Dáil debates

Thursday, 29 April 2021

Ceisteanna ó Cheannairí - Leaders' Questions

 

12:15 pm

Photo of Richard Boyd BarrettRichard Boyd Barrett (Dún Laoghaire, People Before Profit Alliance) | Oireachtas source

Among the industries and groups of workers in this country are the approximately 25,000 taxi drivers who have been crucified by the impact of Covid-19 public health restrictions. That will continue for as long as other sectors on which they depend for their income, such as music, entertainment, events, tourism and aviation, are affected. However, their appeals for specific assistance to deal with the debts they are accumulating, their ongoing costs and a financial package to help them survive and recover have been consistently refused by this Government.

To add insult to injury, taxi drivers were planning to come to Government Buildings at 10 o'clock this morning to engage in a public health compliant protest where they made it absolutely clear that they would be in their cars so as not to breach public health guidelines. Despite giving that clear assurance and communicating it to the Garda, on Wednesday, one of the representatives of the four national taxi groups received a call from Pearse Street Garda station in which they were informed that if taxi drivers turned up in their cars, every driver would be fined €100 and the organisers of the protest could face up to €20,000 in fines or up to two years' imprisonment. That is absolutely shocking.

This comes on top of a development the previous Thursday when gardaí facilitated KPMG strike-breakers doing non-essential work in non-essential retail removing stock, and physically removing, in quite a brutal way, mothers and grandmothers who were fighting for fair redundancy. I could add to that the legal threats against ESB workers pursuing a legitimate fight against outsourcing and privatisation in the ESB and film workers threatened with being fined and arrested a number of weeks ago for suggesting a protest at the RDS.

I ask the Tánaiste a very simple question. Is it the case that we have one law and one form of policing for workers who are engaging in public health compliant protests to try to secure redundancy rights, financial assistance for their industries and livelihoods which have been devastated, while the same gardaí and laws are being used to facilitate KPMG strike-breakers? Is it one law for the workers and another law for the strike-breakers? That is completely unacceptable. I ask the Tánaiste to respond.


= WORK ORDER =
Scan the records for lines with the word "lancelet", and copy every such line.

[INPUT DATA — start]

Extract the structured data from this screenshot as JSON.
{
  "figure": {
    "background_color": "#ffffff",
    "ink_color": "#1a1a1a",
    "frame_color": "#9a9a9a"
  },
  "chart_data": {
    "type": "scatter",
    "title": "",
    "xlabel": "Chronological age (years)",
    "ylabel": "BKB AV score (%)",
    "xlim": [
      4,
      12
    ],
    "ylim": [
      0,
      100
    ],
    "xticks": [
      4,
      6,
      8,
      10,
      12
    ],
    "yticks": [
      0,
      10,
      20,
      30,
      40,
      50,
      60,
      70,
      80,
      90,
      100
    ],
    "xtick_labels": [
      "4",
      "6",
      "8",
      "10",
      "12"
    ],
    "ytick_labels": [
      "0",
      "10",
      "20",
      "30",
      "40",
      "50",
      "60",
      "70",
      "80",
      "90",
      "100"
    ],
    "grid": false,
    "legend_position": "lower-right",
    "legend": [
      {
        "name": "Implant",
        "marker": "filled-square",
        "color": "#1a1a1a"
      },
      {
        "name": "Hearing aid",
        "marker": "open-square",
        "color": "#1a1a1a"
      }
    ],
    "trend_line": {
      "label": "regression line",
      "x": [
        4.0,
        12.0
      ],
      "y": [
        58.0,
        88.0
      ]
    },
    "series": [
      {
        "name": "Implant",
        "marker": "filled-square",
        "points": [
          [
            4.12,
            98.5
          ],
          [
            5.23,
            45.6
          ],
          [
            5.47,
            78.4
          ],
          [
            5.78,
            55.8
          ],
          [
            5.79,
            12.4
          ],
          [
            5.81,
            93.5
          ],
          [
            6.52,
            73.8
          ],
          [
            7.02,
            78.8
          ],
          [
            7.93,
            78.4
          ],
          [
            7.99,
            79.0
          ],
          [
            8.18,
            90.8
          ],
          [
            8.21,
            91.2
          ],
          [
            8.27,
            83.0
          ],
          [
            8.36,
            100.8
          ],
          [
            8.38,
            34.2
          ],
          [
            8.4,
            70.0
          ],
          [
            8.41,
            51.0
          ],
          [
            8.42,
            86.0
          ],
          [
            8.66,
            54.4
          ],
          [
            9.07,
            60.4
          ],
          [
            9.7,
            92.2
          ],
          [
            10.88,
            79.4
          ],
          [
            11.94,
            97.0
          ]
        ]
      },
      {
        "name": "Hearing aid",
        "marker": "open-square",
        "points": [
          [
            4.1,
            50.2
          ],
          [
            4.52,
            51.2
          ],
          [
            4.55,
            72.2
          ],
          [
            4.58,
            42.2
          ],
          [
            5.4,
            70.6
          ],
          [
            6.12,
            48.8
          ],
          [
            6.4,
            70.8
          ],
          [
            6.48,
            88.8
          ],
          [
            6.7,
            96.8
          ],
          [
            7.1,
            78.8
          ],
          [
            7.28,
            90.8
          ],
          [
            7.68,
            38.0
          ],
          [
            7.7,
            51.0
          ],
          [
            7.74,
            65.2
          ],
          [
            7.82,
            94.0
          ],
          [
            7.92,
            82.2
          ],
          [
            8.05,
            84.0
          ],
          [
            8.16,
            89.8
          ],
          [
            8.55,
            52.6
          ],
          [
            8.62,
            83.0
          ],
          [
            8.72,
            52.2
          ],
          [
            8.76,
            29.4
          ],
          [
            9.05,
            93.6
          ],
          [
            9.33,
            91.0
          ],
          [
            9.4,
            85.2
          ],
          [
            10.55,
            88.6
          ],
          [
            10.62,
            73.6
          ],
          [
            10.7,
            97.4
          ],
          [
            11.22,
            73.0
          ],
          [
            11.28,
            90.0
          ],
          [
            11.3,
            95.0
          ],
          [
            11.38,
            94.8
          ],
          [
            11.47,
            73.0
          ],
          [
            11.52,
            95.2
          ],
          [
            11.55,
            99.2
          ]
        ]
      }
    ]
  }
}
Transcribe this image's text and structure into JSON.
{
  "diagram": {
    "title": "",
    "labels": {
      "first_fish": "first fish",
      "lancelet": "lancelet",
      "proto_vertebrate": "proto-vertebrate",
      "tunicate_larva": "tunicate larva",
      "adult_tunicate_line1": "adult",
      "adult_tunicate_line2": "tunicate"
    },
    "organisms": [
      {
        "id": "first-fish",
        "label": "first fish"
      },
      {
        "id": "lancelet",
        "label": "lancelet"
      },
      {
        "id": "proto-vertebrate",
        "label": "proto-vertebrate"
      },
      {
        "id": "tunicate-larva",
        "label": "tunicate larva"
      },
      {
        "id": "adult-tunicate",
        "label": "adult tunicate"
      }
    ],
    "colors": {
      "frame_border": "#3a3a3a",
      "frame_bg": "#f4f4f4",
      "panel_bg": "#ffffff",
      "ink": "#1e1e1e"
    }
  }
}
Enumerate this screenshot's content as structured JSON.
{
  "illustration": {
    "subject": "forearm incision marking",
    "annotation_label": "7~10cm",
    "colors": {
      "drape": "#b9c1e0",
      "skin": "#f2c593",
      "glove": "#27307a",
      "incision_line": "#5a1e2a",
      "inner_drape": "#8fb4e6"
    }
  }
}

[INPUT DATA — finish]
[INPUT DATA — start]

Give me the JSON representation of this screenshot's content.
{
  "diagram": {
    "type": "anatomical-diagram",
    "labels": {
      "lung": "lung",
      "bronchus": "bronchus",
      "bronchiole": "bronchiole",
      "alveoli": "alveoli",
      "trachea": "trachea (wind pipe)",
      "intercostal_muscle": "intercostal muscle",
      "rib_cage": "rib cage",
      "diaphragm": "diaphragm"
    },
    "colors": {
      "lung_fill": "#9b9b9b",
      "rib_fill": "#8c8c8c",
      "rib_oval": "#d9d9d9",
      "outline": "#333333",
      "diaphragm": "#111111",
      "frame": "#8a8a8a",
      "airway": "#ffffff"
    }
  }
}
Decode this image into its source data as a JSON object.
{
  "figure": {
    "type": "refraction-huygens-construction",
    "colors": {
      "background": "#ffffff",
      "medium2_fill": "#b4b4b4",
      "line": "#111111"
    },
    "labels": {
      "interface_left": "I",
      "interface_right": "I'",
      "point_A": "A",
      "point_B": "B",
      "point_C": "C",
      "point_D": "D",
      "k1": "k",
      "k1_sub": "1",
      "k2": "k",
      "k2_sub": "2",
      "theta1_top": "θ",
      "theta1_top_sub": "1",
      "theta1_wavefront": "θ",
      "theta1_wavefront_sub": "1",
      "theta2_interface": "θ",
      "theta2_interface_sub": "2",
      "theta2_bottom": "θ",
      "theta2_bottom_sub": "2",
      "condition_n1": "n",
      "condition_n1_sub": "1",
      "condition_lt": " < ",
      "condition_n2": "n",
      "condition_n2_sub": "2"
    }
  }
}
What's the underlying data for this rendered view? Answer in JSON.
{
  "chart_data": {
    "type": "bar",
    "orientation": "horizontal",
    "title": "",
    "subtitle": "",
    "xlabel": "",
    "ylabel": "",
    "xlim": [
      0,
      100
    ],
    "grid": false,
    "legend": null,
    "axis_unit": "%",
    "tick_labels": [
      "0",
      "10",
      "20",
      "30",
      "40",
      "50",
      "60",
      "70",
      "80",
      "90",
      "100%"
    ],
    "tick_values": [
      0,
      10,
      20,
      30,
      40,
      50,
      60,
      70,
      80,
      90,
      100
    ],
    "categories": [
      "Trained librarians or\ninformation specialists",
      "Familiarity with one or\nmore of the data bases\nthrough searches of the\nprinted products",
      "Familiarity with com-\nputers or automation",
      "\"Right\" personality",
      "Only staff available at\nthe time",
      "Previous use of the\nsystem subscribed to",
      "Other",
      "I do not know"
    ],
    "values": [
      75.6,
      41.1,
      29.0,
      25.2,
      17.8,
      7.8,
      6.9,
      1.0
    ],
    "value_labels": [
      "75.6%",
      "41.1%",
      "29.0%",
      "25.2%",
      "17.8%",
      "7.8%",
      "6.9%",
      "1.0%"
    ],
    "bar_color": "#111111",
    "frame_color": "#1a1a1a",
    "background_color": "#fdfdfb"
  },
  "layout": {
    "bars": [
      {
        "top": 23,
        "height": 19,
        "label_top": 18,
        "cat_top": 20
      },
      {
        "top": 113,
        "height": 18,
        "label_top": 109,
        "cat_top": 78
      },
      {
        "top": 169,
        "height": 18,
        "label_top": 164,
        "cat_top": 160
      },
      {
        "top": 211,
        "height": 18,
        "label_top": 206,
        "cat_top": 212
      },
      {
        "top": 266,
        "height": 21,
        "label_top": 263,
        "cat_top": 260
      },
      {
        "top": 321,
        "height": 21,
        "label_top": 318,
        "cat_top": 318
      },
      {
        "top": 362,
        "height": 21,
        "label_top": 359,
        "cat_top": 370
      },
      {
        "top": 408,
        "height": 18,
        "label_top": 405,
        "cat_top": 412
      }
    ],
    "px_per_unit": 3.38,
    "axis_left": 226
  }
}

[INPUT DATA — finish]
[INPUT DATA — start]

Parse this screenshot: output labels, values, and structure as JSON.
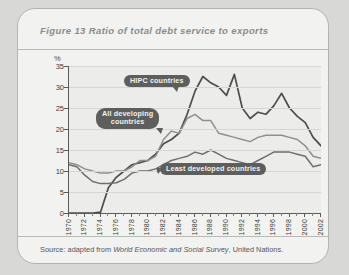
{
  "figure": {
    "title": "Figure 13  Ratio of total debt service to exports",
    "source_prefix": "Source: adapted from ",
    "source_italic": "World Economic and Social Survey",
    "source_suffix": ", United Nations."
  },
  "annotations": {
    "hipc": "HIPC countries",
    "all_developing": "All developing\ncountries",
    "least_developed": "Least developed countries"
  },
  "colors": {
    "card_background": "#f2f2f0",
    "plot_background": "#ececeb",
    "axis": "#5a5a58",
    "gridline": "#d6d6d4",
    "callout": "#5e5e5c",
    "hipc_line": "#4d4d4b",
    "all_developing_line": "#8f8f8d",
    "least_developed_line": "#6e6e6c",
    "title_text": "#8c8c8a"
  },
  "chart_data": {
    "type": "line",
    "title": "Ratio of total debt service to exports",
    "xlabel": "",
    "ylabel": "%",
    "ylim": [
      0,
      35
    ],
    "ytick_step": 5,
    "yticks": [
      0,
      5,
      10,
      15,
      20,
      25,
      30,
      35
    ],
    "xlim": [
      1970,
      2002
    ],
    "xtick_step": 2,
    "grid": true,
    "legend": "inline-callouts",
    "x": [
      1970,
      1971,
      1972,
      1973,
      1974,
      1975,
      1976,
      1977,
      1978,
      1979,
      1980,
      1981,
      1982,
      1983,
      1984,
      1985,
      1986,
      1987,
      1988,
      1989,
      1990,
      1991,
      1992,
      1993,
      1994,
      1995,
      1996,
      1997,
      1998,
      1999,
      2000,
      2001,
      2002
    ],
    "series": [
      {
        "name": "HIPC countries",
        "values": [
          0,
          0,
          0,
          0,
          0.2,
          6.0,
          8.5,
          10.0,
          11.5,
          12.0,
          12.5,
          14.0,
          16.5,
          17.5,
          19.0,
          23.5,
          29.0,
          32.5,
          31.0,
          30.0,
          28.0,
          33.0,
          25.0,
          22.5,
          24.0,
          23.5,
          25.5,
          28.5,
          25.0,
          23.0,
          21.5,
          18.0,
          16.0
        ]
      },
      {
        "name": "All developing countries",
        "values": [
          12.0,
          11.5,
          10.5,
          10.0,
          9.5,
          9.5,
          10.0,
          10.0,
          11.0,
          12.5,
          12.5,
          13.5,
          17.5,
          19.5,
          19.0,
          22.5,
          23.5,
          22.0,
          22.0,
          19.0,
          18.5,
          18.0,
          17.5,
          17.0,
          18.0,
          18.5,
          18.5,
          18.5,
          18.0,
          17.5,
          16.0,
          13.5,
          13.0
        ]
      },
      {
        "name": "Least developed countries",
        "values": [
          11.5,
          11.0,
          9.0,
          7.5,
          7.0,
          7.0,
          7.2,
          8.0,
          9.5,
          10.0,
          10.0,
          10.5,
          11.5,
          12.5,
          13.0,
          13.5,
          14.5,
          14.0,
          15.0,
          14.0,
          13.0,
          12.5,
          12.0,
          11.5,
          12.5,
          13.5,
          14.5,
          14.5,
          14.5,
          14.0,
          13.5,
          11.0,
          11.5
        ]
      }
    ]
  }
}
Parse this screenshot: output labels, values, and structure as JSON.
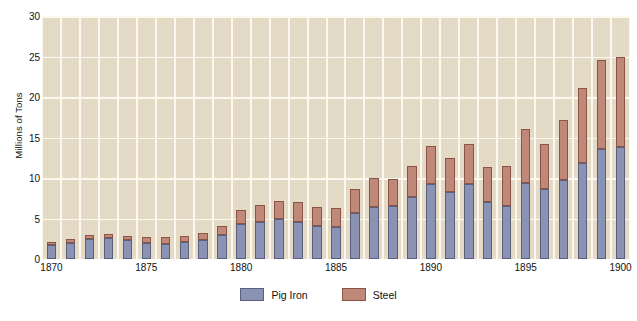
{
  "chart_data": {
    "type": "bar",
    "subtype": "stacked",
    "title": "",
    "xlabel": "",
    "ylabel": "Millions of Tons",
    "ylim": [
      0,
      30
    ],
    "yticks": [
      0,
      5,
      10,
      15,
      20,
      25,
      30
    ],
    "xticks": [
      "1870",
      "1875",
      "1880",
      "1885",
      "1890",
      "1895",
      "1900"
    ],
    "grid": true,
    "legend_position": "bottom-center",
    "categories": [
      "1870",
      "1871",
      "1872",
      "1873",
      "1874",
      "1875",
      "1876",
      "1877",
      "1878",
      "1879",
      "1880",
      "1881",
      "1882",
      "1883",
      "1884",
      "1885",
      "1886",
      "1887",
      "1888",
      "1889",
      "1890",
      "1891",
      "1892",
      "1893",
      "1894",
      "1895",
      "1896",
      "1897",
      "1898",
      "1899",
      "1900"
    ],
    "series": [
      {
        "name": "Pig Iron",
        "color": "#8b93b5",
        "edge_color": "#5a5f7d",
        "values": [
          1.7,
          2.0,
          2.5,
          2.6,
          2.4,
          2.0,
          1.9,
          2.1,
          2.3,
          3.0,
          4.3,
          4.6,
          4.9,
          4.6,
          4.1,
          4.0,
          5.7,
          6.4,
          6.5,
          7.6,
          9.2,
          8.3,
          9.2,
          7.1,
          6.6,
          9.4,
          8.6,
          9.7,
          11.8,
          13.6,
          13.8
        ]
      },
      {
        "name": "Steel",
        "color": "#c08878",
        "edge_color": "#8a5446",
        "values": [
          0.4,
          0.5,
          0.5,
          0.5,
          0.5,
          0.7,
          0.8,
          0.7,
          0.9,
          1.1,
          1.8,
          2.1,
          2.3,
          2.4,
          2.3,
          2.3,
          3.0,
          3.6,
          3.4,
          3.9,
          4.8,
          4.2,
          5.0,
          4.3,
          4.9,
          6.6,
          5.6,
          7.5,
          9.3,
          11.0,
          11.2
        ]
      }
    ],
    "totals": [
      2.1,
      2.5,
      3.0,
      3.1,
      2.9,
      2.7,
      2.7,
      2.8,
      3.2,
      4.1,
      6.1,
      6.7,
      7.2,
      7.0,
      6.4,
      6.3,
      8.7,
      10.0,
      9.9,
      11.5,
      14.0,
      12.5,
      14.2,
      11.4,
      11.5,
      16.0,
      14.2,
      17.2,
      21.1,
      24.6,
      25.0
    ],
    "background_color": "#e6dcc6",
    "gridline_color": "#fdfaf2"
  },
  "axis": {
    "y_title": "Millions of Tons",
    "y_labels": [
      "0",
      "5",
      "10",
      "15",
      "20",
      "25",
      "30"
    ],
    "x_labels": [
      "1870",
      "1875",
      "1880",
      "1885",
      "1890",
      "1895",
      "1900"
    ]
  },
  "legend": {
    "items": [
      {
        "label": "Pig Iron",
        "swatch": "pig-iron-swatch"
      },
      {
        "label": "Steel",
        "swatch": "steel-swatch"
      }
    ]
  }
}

[INPUT DATA — finish]

= SOLVED PROBLEM =
      "lancelet": "lancelet",
        "id": "lancelet",
        "label": "lancelet"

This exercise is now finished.